The soaring demand for public cloud services has led to another double-digit surge in datacentre hardware and software spend, reveals figures compiled by Synergy Research Group.
The market watcher’s data shows that the amount of money spent on datacentre hardware and software grew by 10% between 2020 and 2021, fuelled by the IT spending habits of the public cloud giants.
A total of $185bn was spent on datacentre infrastructure equipment in 2021, with 47% of that spend being used to kit out public cloud datacentres.
“Cloud provider spending on datacentre hardware and software jumped 20% in 2021, having jumped by 22% the previous year,” said John Dinsdale, chief analyst at Synergy Research Group.
“Cloud providers have increasingly driven the market for datacentre gear and Synergy’s five-year forecast shows there will be no let-up in this trend.”
Where enterprise spending on datacentre hardware and software is concerned, Synergy logged a 3% year-on-year (YoY) rise in spending, which constitutes something of a bounce-back given its 2020 figures recorded a 6% decline in the amount enterprises were spending on server farm equipment.
The majority of the hardware being acquired to kit out public cloud datacentres is being sourced from original design manufacturers (ODMs), with Inspur, Dell and Microsoft’s kit also proving popular with this group of buyers, confirmed Synergy.
Where the enterprise market is concerned, it is Microsoft, Dell, HPE, Cisco, VMware and IBM leading the charge.
“The total datacentre equipment market continues to expand with overall 2021 growth rate picking up after two relatively subdued years. The biggest story is the ever-increasing share of the market that is accounted for by sales to public cloud providers, who now account for almost half of all spending on datacentre gear,” said Dinsdale.
“We forecast that these trends will continue over the next five years, with double-digit annual growth in sales to cloud providers helping to offset a somewhat flat enterprise market.
“In the server segment of the market, unit shipments to public cloud providers have now far surpassed enterprise volumes, though the difference in value of the two market verticals is much less pronounced due to higher enterprise server average selling prices. That gap in value will grow as public cloud server volumes continue to surge.”
The Synergy data comes hot on the heels of another piece of research from the IT analyst house that suggests there are more than 300 further hyperscale datacentres on course to go live by the end of 2026.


• _About this task_:
Once you find the line below that contains "Find clothing. Reply", write it out along with every later line exactly as given, stopping only when the records end. Omit the pictures.

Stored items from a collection
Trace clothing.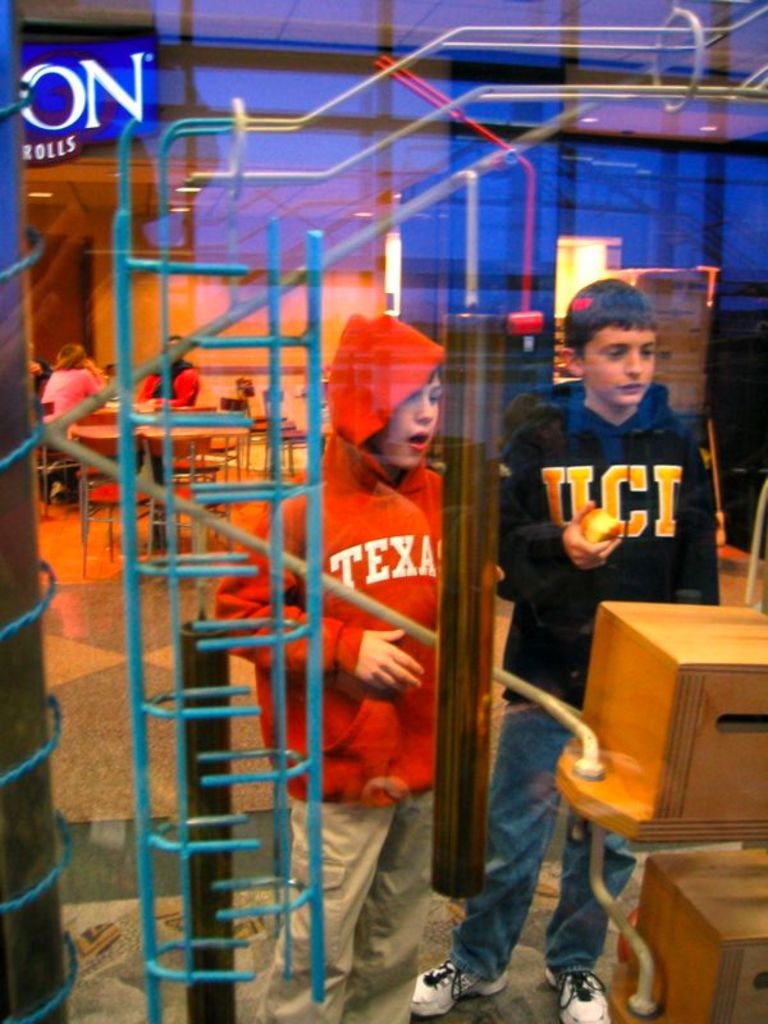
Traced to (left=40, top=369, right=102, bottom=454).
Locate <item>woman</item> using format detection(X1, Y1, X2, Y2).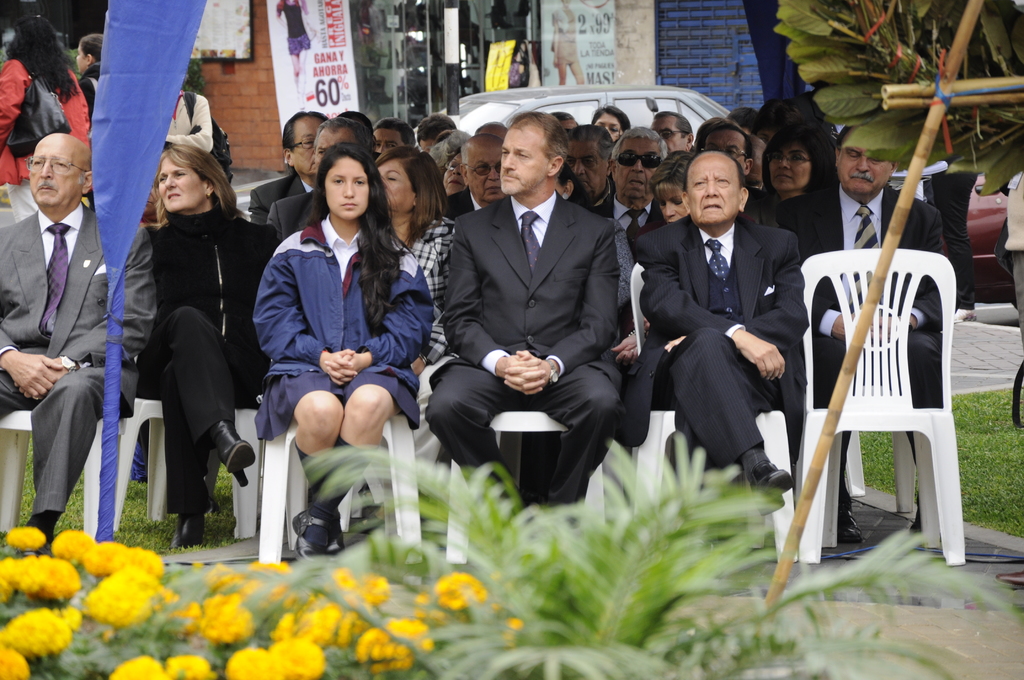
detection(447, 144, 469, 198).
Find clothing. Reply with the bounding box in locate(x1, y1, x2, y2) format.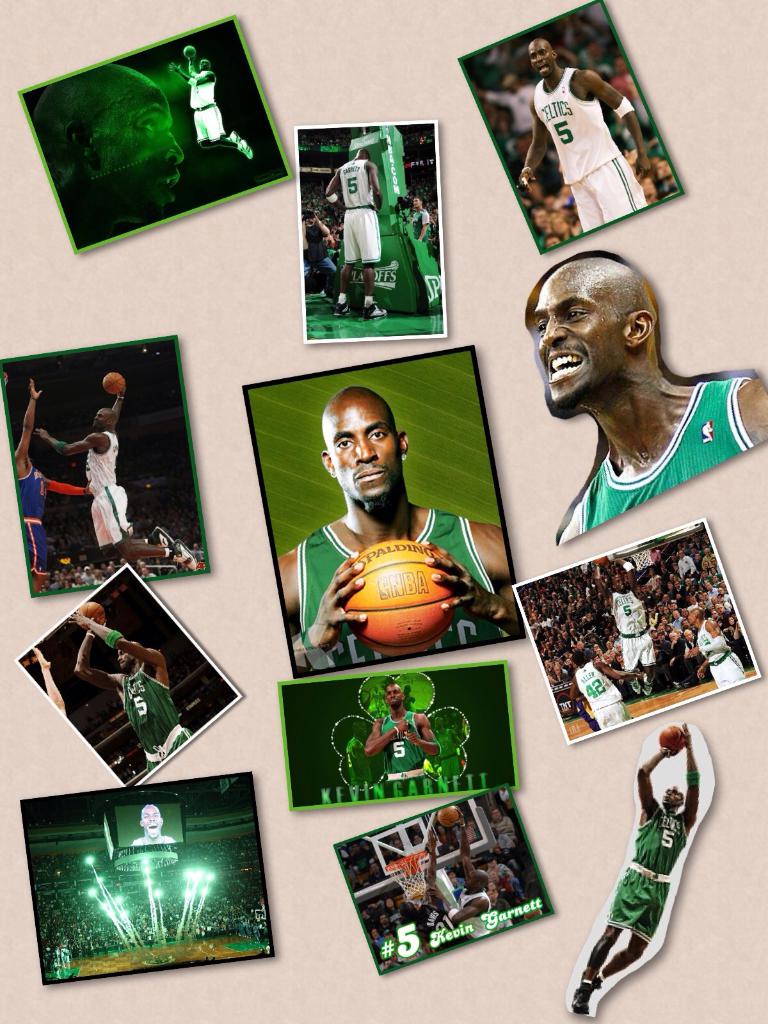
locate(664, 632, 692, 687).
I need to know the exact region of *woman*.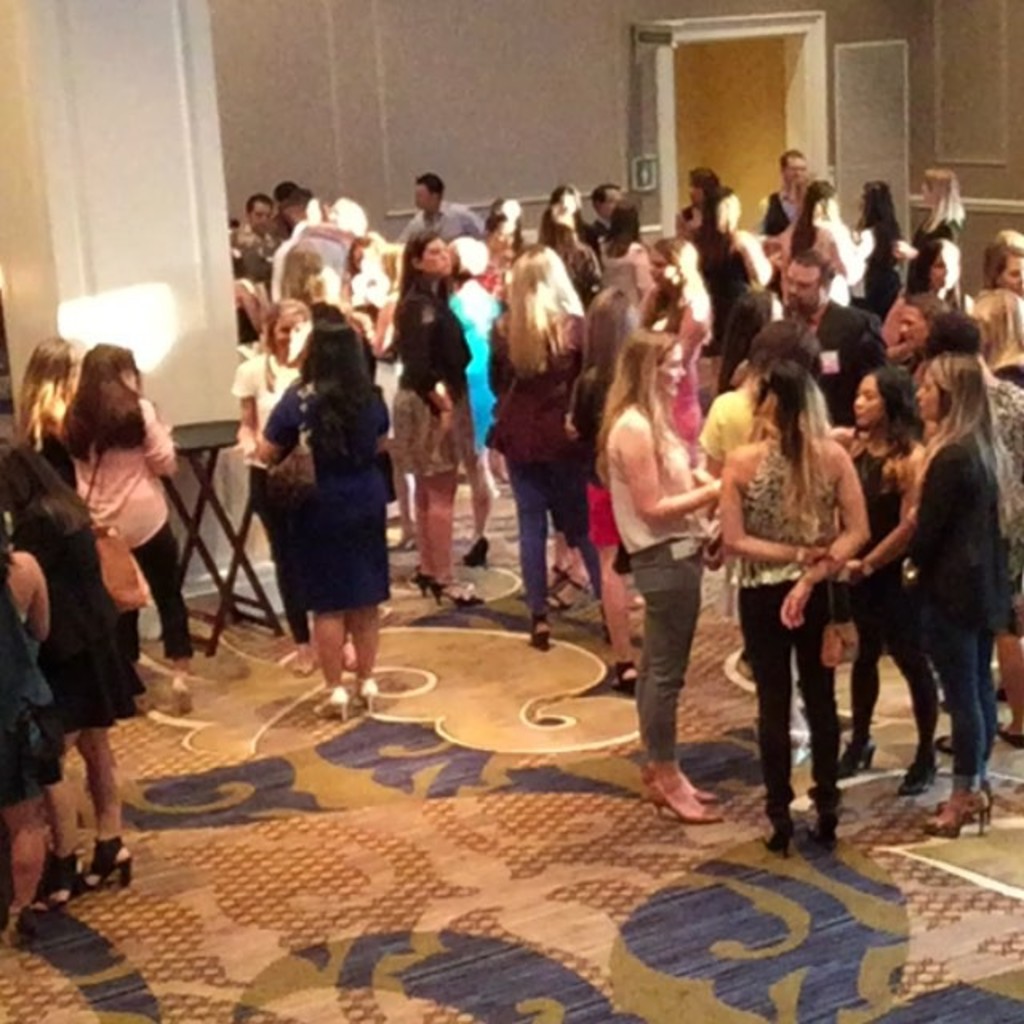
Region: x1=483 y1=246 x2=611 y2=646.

• _Solution for this exercise_:
Find clothing. Reply with the bounding box in locate(x1, y1, x2, y2) format.
locate(664, 632, 692, 687).
I need to know the exact region of *woman*.
Region: x1=483 y1=246 x2=611 y2=646.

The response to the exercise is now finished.